Temporal Fairness in Learning and Earning: Price Protection Guarantee and Phase Transitions
Qing Feng (),
Ruihao Zhu () and
Stefanus Jasin ()
Additional contact information
Qing Feng: School of Operations Research and Information Engineering, Cornell University, Ithaca, New York 14853
Ruihao Zhu: SC Johnson College of Business, Cornell University, Ithaca, New York 14853
Stefanus Jasin: Stephen M. Ross School of Business, University of Michigan, Ann Arbor, Michigan 48109
Operations Research, 2025, vol. 73, issue 2, 775-797
Abstract:
Motivated by the prevalence of price protection guarantee which helps to promote temporal fairness in dynamic pricing, we study the impact of such policy on the design of online learning algorithms for data-driven dynamic pricing with initially unknown customer demand. Under the price protection guarantee, a customer who purchased a product in the past can receive a refund from the seller during the so-called price protection period (typically defined as a certain time window after the purchase date) in case the seller decides to lower the price. We consider a setting where a firm sells a product over a horizon of T time steps. For this setting, we characterize how the value of M , the length of the price protection period, can affect the optimal regret of the learning process. We derive the optimal regret by first establishing a fundamental impossible regime with the novel refund-aware regret lower bound analysis. Then, we propose LEAP , a phased exploration type algorithm for Learning and EArning under Price Protection, to match this lower bound up to logarithmic factors or even doubly logarithmic factors (when there are only two prices available to the seller). Our results reveal the surprising phase transitions of the optimal regret with respect to M . Specifically, when M is not too large, the optimal regret has no major difference when compared with that of the classic setting with no price protection guarantee. In addition, there also exists an upper limit on how much the optimal regret can deteriorate when M grows large. Finally, we conduct extensive numerical simulations with both synthetic and real-world data sets to show the benefit of LEAP over other heuristic methods for this problem. The numerical results suggest that under certain realistic assumptions, it is indeed beneficial for the seller to set a longer price protection period.

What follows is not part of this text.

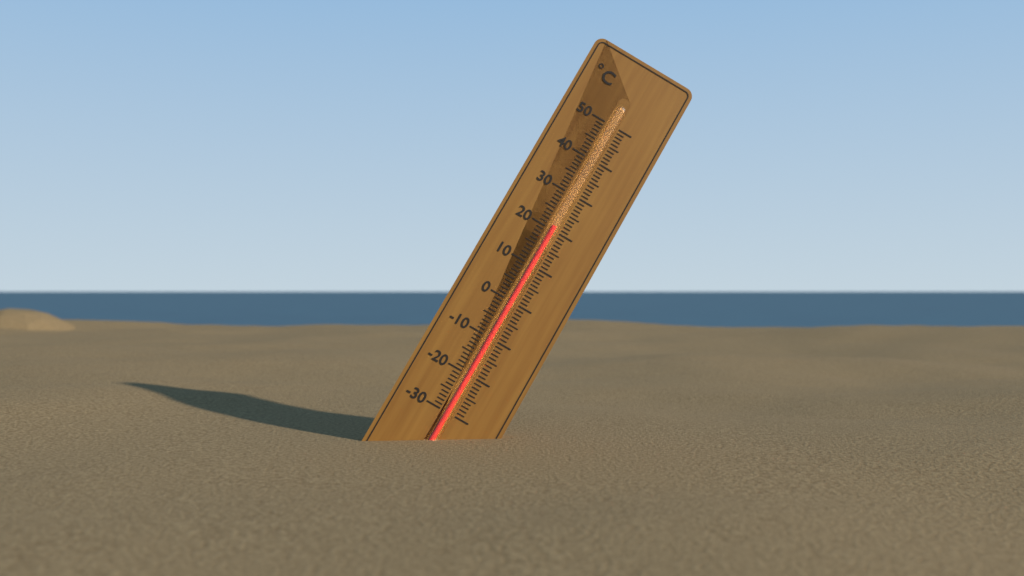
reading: 21 °C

Keywords: Market; Analytics; and; Revenue; Management; dynamic pricing; online learning; price protection; exploration-exploitation tradeoff (search for similar items in EconPapers)
Date: 2025
References: Add references at CitEc
Citations:
Downloads: (external link)
http://dx.doi.org/10.1287/opre.2022.0629 (application/pdf)
Related works:
This item may be available elsewhere in EconPapers: Search for items with the same title.
Export reference: BibTeX
RIS (EndNote, ProCite, RefMan)
HTML/Text
Persistent link: https://EconPapers.repec.org/RePEc:inm:oropre:v:73:y:2025:i:2:p:775-797
Access Statistics for this article
More articles in Operations Research from INFORMS Contact information at EDIRC.
Bibliographic data for series maintained by Chris Asher ().